What is UTC?
Coordinated Universal Time (UTC) is the global reference for civil timekeeping. It is the modern successor to Greenwich Mean Time (GMT) and is the time scale against which every other time zone in the world is defined. When you see a label like "UTC+5:30" or "UTC-8:00", it tells you how far ahead of or behind UTC the local clock is at that moment.
UTC vs GMT
For everyday use, UTC and GMT can be treated as the same thing. They differ by less than a second — UTC is kept in step with the rotation of the Earth by the occasional insertion of a leap second, while GMT is a more loosely defined astronomical time. International standards bodies switched to UTC in 1972; legacy contexts (the United Kingdom's civil time, parts of aviation) still refer to it as GMT. Either way, your laptop's clock and your calendar app are using UTC under the hood.
Why UTC matters for distributed teams
Inside a calendar invite, every meeting is ultimately stored as a UTC instant plus an IANA time zone for display. The display zone tells the calendar how to render the meeting on each attendee's screen; the UTC instant guarantees that both attendees are talking about the same moment in time, even if one of them is on the other side of a daylight-saving transition.
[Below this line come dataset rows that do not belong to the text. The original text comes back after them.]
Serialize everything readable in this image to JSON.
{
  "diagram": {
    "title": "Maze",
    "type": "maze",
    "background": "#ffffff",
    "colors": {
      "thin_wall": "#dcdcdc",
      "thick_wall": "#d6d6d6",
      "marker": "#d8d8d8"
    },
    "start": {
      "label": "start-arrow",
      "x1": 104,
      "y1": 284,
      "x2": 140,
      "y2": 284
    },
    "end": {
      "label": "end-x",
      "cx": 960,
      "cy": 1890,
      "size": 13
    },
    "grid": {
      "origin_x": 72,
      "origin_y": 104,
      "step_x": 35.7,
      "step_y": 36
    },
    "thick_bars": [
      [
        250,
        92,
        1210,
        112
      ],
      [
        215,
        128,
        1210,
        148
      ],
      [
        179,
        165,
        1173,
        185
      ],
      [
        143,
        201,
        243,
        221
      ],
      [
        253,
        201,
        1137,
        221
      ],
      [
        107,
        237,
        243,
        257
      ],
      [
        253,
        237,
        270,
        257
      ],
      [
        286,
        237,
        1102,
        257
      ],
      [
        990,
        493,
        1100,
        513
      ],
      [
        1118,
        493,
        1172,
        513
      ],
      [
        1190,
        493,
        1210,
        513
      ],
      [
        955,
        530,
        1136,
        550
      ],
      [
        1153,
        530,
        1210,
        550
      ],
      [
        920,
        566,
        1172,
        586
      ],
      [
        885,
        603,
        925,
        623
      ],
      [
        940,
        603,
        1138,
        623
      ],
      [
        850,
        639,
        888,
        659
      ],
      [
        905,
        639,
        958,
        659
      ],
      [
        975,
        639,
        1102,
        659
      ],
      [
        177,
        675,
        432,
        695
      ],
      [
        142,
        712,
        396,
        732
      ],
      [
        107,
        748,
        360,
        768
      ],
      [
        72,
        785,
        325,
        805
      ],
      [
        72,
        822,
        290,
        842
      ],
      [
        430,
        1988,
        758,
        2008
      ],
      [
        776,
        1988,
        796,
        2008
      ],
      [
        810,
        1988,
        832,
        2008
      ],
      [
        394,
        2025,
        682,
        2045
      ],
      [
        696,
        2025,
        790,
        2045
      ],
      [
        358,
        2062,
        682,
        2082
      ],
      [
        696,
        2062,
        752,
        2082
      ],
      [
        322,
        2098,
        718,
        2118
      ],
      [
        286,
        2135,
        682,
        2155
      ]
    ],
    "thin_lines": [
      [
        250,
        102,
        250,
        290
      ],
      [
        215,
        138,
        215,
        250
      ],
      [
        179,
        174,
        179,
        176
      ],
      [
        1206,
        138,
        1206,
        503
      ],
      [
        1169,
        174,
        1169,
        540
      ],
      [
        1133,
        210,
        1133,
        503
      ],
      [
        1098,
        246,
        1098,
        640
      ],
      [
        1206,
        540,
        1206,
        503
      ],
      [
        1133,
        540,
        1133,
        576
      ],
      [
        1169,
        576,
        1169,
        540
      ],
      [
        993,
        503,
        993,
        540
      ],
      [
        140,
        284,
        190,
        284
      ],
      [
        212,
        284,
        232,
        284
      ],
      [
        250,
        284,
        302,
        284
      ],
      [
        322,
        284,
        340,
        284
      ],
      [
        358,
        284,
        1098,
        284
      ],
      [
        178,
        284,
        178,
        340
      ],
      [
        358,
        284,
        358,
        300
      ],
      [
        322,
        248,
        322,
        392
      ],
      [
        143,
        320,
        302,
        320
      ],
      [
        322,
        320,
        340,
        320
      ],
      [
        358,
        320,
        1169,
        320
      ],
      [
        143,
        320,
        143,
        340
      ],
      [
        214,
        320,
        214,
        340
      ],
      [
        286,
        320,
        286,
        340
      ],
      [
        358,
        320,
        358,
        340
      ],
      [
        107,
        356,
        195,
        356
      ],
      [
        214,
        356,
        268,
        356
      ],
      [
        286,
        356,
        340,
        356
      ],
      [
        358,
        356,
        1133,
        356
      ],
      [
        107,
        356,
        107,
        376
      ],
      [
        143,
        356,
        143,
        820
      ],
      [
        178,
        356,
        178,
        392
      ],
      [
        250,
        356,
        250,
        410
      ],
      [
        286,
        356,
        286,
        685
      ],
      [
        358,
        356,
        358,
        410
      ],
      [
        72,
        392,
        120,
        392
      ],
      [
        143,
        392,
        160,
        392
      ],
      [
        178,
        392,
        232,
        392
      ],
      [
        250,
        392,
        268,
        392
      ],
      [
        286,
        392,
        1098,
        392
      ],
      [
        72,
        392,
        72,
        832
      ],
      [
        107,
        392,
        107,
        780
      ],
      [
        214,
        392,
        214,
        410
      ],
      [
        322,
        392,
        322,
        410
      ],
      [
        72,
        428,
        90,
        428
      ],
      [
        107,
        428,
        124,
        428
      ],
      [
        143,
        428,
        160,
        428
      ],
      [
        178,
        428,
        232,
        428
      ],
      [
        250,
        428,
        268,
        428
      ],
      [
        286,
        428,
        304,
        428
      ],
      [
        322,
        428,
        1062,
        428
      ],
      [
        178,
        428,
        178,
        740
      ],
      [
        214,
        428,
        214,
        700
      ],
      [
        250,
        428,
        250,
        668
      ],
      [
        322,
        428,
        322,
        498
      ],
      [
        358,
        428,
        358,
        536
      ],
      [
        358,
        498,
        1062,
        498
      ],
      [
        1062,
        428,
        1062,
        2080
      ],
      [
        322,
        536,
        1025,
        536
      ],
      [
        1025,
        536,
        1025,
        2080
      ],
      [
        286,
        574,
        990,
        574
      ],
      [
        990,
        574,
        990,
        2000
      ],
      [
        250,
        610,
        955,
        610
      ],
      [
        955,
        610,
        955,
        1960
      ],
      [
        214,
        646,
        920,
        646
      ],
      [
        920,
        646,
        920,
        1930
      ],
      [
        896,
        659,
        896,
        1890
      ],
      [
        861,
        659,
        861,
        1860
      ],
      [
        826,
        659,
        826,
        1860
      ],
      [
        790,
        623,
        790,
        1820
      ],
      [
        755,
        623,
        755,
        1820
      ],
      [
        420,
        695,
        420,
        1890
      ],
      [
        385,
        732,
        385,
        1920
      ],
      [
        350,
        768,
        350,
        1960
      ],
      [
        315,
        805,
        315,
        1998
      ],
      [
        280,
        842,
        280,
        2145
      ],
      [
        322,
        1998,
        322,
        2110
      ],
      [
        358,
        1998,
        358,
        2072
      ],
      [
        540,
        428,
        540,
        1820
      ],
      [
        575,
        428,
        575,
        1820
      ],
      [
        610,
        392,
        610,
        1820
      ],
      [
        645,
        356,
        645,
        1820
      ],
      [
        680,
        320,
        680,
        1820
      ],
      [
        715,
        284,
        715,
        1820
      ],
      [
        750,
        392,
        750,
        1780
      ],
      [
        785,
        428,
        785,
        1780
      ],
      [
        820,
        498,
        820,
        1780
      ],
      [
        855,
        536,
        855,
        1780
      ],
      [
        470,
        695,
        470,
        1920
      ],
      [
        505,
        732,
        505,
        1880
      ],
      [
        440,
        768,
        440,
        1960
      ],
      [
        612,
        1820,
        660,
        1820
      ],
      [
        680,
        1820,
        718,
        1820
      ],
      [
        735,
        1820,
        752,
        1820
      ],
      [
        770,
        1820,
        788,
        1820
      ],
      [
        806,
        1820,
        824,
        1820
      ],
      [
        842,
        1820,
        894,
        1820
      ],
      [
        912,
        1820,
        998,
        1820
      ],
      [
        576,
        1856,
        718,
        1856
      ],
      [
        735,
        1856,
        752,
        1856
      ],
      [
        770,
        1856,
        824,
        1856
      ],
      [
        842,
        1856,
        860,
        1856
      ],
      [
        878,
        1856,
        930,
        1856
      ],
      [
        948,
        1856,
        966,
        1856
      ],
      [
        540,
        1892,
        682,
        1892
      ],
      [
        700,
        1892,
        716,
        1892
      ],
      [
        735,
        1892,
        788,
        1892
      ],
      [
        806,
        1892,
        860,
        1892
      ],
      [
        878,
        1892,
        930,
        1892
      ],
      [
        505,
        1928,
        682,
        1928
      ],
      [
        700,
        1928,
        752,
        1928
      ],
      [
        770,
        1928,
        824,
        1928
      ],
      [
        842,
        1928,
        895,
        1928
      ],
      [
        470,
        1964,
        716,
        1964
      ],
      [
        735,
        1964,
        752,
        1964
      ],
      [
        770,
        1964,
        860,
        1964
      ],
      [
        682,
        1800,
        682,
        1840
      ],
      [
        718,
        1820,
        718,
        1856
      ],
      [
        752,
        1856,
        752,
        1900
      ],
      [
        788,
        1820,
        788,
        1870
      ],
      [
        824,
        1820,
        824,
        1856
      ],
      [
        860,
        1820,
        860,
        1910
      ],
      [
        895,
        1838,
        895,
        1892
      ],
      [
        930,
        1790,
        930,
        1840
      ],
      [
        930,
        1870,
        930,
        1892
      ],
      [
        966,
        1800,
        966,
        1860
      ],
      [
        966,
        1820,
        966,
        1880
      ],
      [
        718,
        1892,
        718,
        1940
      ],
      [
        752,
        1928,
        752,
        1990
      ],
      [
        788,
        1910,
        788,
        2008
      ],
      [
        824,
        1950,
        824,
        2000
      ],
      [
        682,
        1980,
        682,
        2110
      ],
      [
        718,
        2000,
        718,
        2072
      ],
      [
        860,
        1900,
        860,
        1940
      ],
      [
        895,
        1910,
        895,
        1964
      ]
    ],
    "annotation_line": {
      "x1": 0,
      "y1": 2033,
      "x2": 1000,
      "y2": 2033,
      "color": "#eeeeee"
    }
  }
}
For written communication — emails, chat messages, change requests — the safest convention is to quote times in either UTC or in an unambiguous IANA identifier. "Let's meet at 14:00 UTC" or "Let's meet at 14:00 Europe/Berlin" can be read correctly by anyone in the world. "Let's meet at 14:00" cannot. ZoneShift's individual time zone pages always show you the current local time alongside its UTC equivalent, so you can convert in either direction at a glance.
Half-hour and quarter-hour offsets
Most time zones are an integer number of hours ahead of or behind UTC, but several important ones are not. India is at UTC+5:30, Iran is at UTC+3:30 (or +4:30 in DST), Newfoundland is at UTC-3:30, and Nepal is at the famously precise UTC+5:45. If your team includes someone in one of these zones, never round the offset to a whole hour in your calendar — you will be 15 to 45 minutes off, which is enough to miss the start of a meeting entirely.